If only she’d had a reversible shot. She wanted neither a baby in the near future nor an abortion ever; but living hand-to-mouth on Imhotep, as often as not among the Tigeries, she just hadn’t gotten around to the precaution. She thought this week was safe for her—
“I’d better go,” she forced herself to say. “Let me think things over. Please don’t rush me.”
“At least let me kiss you goodbye until later,” he replied in that melodious voice of his. “A few hours later, no more, I beg you.”
She couldn’t refuse him so small a favor, could she, in common courtesy?
He gathered her in. She responded. Resolution wobbled.

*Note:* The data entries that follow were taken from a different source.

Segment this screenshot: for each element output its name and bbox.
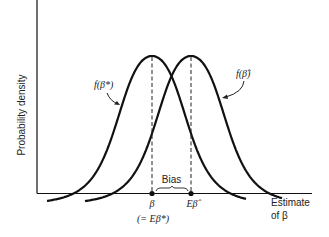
tick-label-beta: β <box>149 198 155 209</box>
arrow-right-pointer <box>226 81 244 97</box>
curve-right-label: f(β̂) <box>236 68 251 80</box>
curve-f-beta-star <box>47 56 246 201</box>
tick-label-beta-sub: (= Eβ*) <box>137 213 170 225</box>
curve-left-label: f(β*) <box>94 79 114 91</box>
y-axis-label: Probability density <box>16 74 27 155</box>
arrow-right-head <box>222 95 228 100</box>
bias-diagram: Bias f(β*) f(β̂) β (= Eβ*) Eβ̂ Estimate … <box>0 0 329 237</box>
point-beta <box>149 191 154 196</box>
x-axis-label-line2: of β <box>271 210 288 221</box>
bias-label: Bias <box>162 174 181 185</box>
point-e-beta-hat <box>188 191 193 196</box>
tick-label-e-beta-hat: Eβ̂ <box>185 198 201 209</box>
x-axis-label-line1: Estimate <box>271 197 310 208</box>
bias-bracket <box>156 186 188 191</box>
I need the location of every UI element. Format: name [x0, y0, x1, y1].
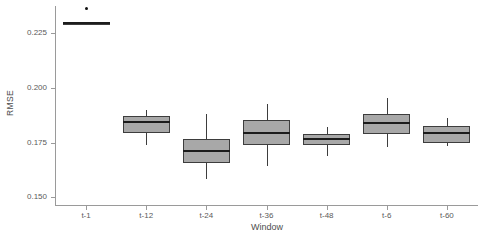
- y-axis-title-text: RMSE: [5, 90, 15, 116]
- median-line-t-12: [123, 121, 170, 123]
- y-tick-label: 0.150: [27, 192, 47, 201]
- x-tick-label: t-6: [382, 211, 391, 220]
- whisker-lower: [146, 133, 147, 145]
- x-tick-label: t-60: [440, 211, 454, 220]
- whisker-lower: [267, 145, 268, 166]
- y-tick-label: 0.175: [27, 138, 47, 147]
- whisker-upper: [267, 104, 268, 119]
- x-tick-mark: [86, 206, 87, 210]
- median-line-t-24: [183, 150, 230, 152]
- whisker-upper: [206, 114, 207, 138]
- y-axis-title: RMSE: [2, 0, 18, 205]
- x-tick-label: t-12: [139, 211, 153, 220]
- box-t-6: [363, 114, 410, 134]
- median-line-t-1: [63, 22, 110, 24]
- y-tick-label: 0.200: [27, 83, 47, 92]
- x-axis-title: Window: [55, 222, 479, 232]
- x-tick-mark: [206, 206, 207, 210]
- x-tick-label: t-24: [199, 211, 213, 220]
- x-tick-label: t-48: [320, 211, 334, 220]
- whisker-upper: [387, 98, 388, 114]
- x-tick-label: t-1: [81, 211, 90, 220]
- y-tick-mark: [51, 197, 55, 198]
- whisker-lower: [327, 145, 328, 155]
- box-t-60: [423, 126, 470, 142]
- x-tick-label: t-36: [260, 211, 274, 220]
- x-tick-mark: [387, 206, 388, 210]
- whisker-lower: [206, 163, 207, 178]
- y-tick-mark: [51, 33, 55, 34]
- y-tick-mark: [51, 143, 55, 144]
- median-line-t-48: [303, 138, 350, 140]
- x-tick-mark: [146, 206, 147, 210]
- outlier-point: [85, 7, 88, 10]
- whisker-upper: [327, 127, 328, 134]
- x-tick-mark: [327, 206, 328, 210]
- median-line-t-6: [363, 122, 410, 124]
- y-tick-mark: [51, 88, 55, 89]
- box-t-12: [123, 116, 170, 132]
- x-tick-mark: [267, 206, 268, 210]
- boxplot-chart: RMSE 0.1500.1750.2000.225 t-1t-12t-24t-3…: [0, 0, 479, 242]
- whisker-lower: [387, 134, 388, 147]
- whisker-upper: [146, 110, 147, 117]
- median-line-t-36: [243, 132, 290, 134]
- whisker-lower: [447, 143, 448, 146]
- y-tick-label: 0.225: [27, 28, 47, 37]
- median-line-t-60: [423, 132, 470, 134]
- x-tick-mark: [447, 206, 448, 210]
- whisker-upper: [447, 118, 448, 126]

Whether or not it would have stood fast, she never knew. The front door, unlocked on the crimeless island, opened. Targovi came in. Behind him reared the dragon head of Axor.
Diana and K
ukulkan recoiled apart. “What the flickerin’ hell!” ripped from her. He snarled and tensed.
Targovi leveled the blaster he carried. “Don’t,” he said.
“Have you two jumped your orbits?” Diana yelled, and knew freezingly that they had not.
Kukulkan straightened. His features stiffened. “Drop that thing,” he said as if giving a routine order to a servant. “Do you want the girl killed in a firefight?”
“Who is to start one?” Targovi retorted. He gestured at a window. Leafage turned young daylight to gold-spattered green. Like most local homes, this was tucked into its garden, well back from the street, screened by trees and hedges. It was obvious that the intruders had entered unseen.
Axor crowded in. He went to Diana, laid his enormous arms about her, drew her to his plated breast, as tenderly as her mother. “My dear, my dear, I am sorry,” he boomed low. “Horror is upon us. Would that you could be spared.”
For a minute she clung tight. It was as though strength and calm flowed out of him, into her. She stepped back. Her gaze winged around the scene and came to rest on Targovi. “Explain,” she said.
His scarlet eyes smoldered back at her. “The spoor I followed proved true,” he answered. “I followed it into the lair of the beast. Axor, show her what I brought back.”
The Wodenite visibly shuddered. “Must I?”
“Yes. Didn’t diddle about. Every tailshake we wait, the odds mount against us.”
While Axor took a package from a carrier bag and untied it, Targovi’s words trotted remorseless: “The Zacharians are in collusion with the Merseians. This means they must be with Magnusson. The Merseians must be! You understand what this betokens.”
“No,” she protested, “please, no. Impossible. How could they keep the secret? Why would they do such a thing?”
Axor completed his task, and It stared sightlessly up at her.
“They are not like your folk,” Targovi reminded.